In retrospect, its useful for creating islands of sanity/enforcement in a codebase. Lightweight way to give type annotations across organizational boundaries.
> we use an XML parser to parse it to JSON and even then it's not perfect
I can't quite picture this: how does one parse XML to JSON? I assume there's code that's parsing XML and returning a JSON object? What would make this not perfect, other than a poor implementation of the translator? Would them using JSON help? If JSON is a less expressive format than JSON, is it possible to 100% translate their XML to JSON?
abustamam 54 minutes ago [-]
> useful for creating islands of sanity/enforcement in a codebase
Thanks for the insight! Is this what JSDoc/Swagger is now used for?
> I can't quite picture this: how does one parse XML to JSON?
I'm not sure actually.
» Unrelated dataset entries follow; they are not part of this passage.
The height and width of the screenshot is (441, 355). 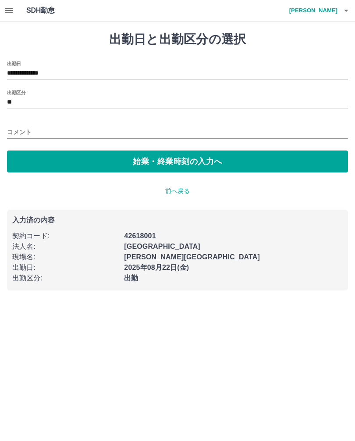 I want to click on h1: 出勤日と出勤区分の選択, so click(x=178, y=39).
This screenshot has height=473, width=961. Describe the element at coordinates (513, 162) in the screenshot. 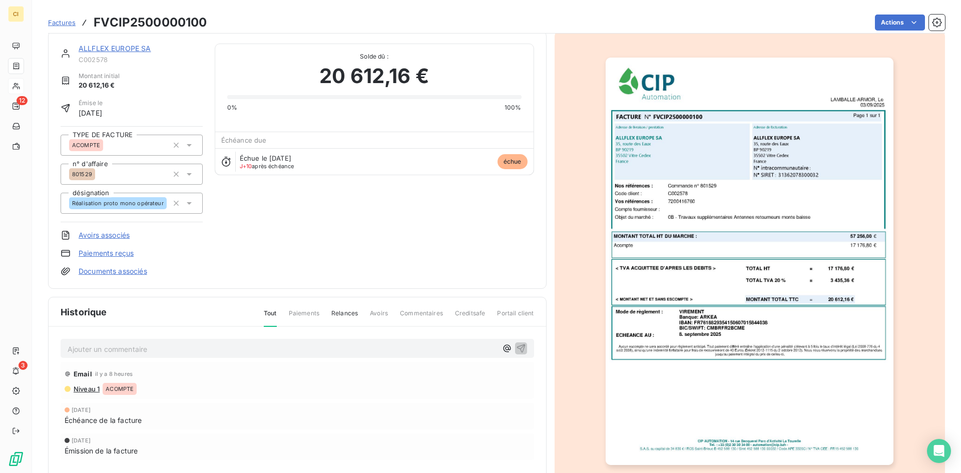

I see `span: échue` at that location.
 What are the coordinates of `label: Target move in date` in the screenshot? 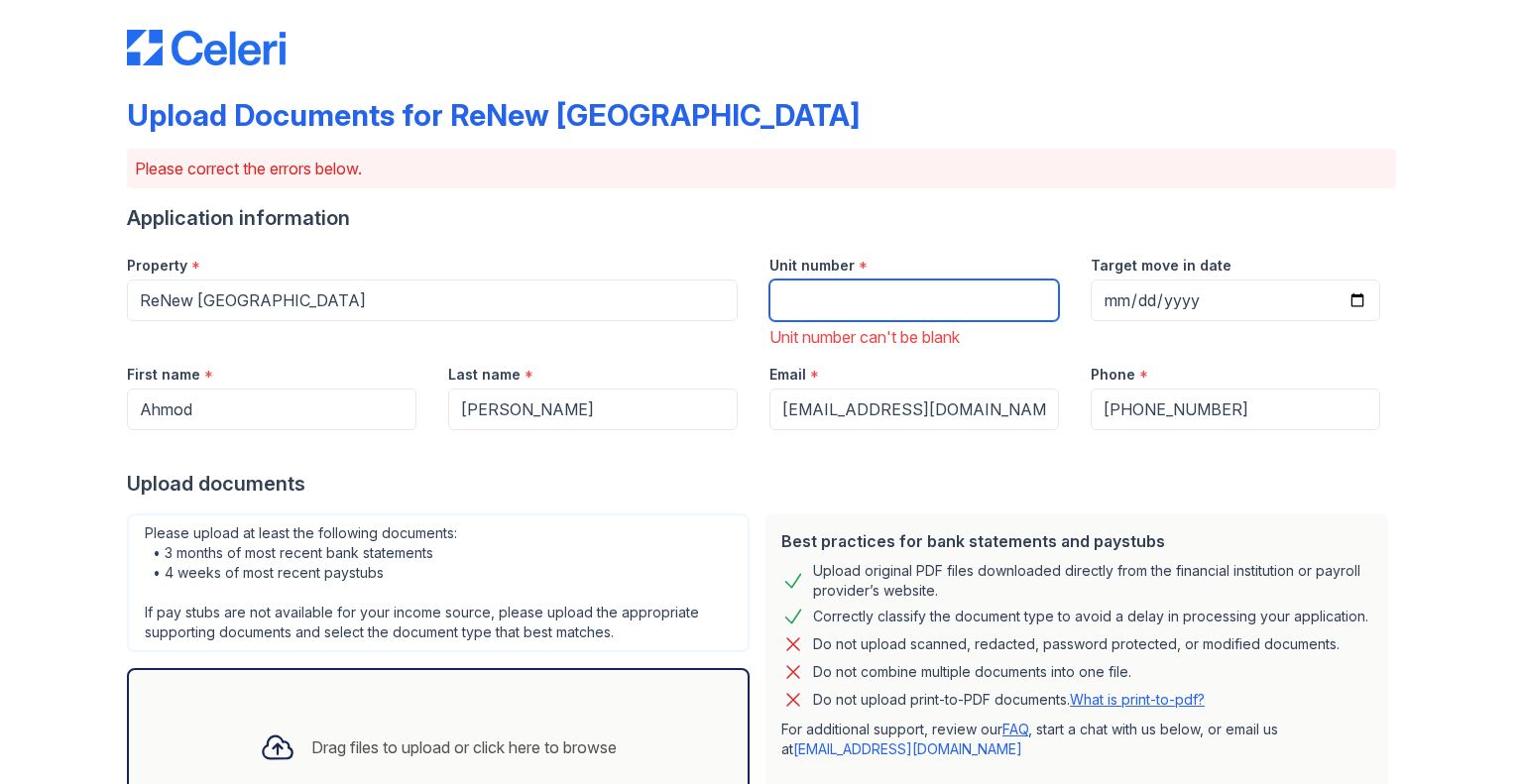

I haven't personally seen the code, I just hear my coworkers always lambasting that API provider for their usage of XML. Maybe it's just their lack of documentation that sucks, but it's become a running joke whenever we get a new partner that the team integrating it jokes that their API is XML.
echelon 1 hours ago [-]
IIRC, Aaron Swartz was one of the contributors to the format. RIP.
perrohunter 7 hours ago [-]
what is old is new again?
hnlmorg 6 hours ago [-]
No, this is just old.
Pity though. RSS / Atom was a fantastic concept and it’s a real pity big tech killed them off.
rambambram 6 hours ago [-]
Nothing is killed. It still exists, it's an open protocol after all. And I choose to use it, it's pretty fun to calmly follow around 2000 feeds from - mostly - blogs from HN. And cars... I need my car blogs.
geodel 5 hours ago [-]
Agreed. That nowadays people or even big companies find it outside their core competency to host their blog, have atom/RSS feeds is not because big tech killing it.
holistio 1 hours ago [-]
Is there any platform for sharing what feeds we follow? Would love to discover some new blogs.
Meh. Big tech didnt kill it off, it was already dead at that point. Sometimes things just arent popular no matter how much we might want it to be.
lolive 2 hours ago [-]
Google Reader was uber popular at a time, then Google decided that syndication of articles, with comments, had to be an exclusive feature of their Facebook-esque Google+.
Rendered at 05:53:55 GMT+0000 (Coordinated Universal Time) with Vercel.
The hyperscalers stopped that timeline from winning, though.
What do you like about XML? I feel like I'm missing something.
Obviously, that's only a benefit if you care about and utilize those features; most teams doing JSON integrations will just build those into the consumer in lieu of them being provided by the transport. But it is something that some people (especially larger enterprise organizations) value.
In retrospect, its useful for creating islands of sanity/enforcement in a codebase. Lightweight way to give type annotations across organizational boundaries.
> we use an XML parser to parse it to JSON and even then it's not perfect
I can't quite picture this: how does one parse XML to JSON? I assume there's code that's parsing XML and returning a JSON object? What would make this not perfect, other than a poor implementation of the translator? Would them using JSON help? If JSON is a less expressive format than JSON, is it possible to 100% translate their XML to JSON?
Thanks for the insight! Is this what JSDoc/Swagger is now used for?
> I can't quite picture this: how does one parse XML to JSON?
I'm not sure actually. I haven't personally seen the code, I just hear my coworkers always lambasting that API provider for their usage of XML. Maybe it's just their lack of documentation that sucks, but it's become a running joke whenever we get a new partner that the team integrating it jokes that their API is XML.
Pity though. RSS / Atom was a fantastic concept and it’s a real pity big tech killed them off.
Or you create a blog for yourself and you make a blogroll.